Donald Featherstone touched lives, created a cultural icon, and made people smile. That sounds like a pretty good life and legacy to me.
I have to utter thanks one more time as he is laid to rest; he passed away a couple days ago. Pink flamingos are iconic in and of themselves. But the plastic ones are more so. He invented these.
Created at the height of the post-WWII baby boom, in 1957, the same year I was born and the same year that Sputnik launched, the pink plastic lawn ornament captures the essence of an era it helped to create. Or at least it captures one essential view of the era.
To me the prototypic 1950s image conjured up by the word retro is an image of a platinum blonde woman wearing pointy frame glasses, a wasp-waist full-skirted dress, emerging onto steps from an Airstream travel trailer onto a perfectly manicured lawn decorated with pink flamingo lawn ornaments.
Such pink flamingo lawn decorations served as trail markers for the path at the top of Mount Lemmon to Lemmon Meadow where my husband and I exchanged wedding vows in June of 1989. I wore a flamingo pink dress.

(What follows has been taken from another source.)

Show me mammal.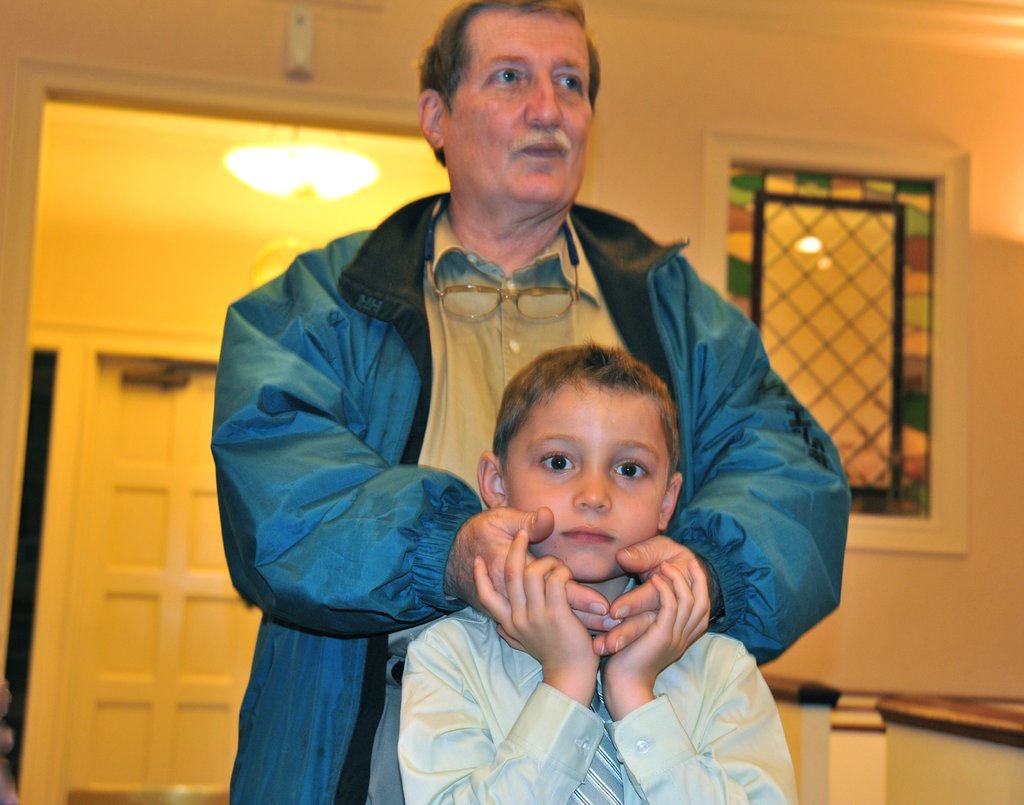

We loved retro kitch! The bathroom in our first home was “the flamingo room” that iterated the theme in the shower curtain, the toilet plunger, towels, framed pictures, and just about every bath-related product that friends could find and buy for us from a Five and Dime or touristy gas station souvenir shelves with a flamingo image.
We have always had a few flamingos displayed in our home. There is a gorgeous, well-framed professional photograph of a flamingo that was a wedding gift. An Audubon print of a flamingo is in my hubby’s study.
We took a pink flamingo with us to Niagara Falls to celebrate our 25th Wedding Anniversary.
Is it accidental that Donald Featherstone had a bit of surname determinism playing out in his life? I suspect not.
Yes, this ad leads to an Amazon listing where you may purchase a Featherstone Flamingo.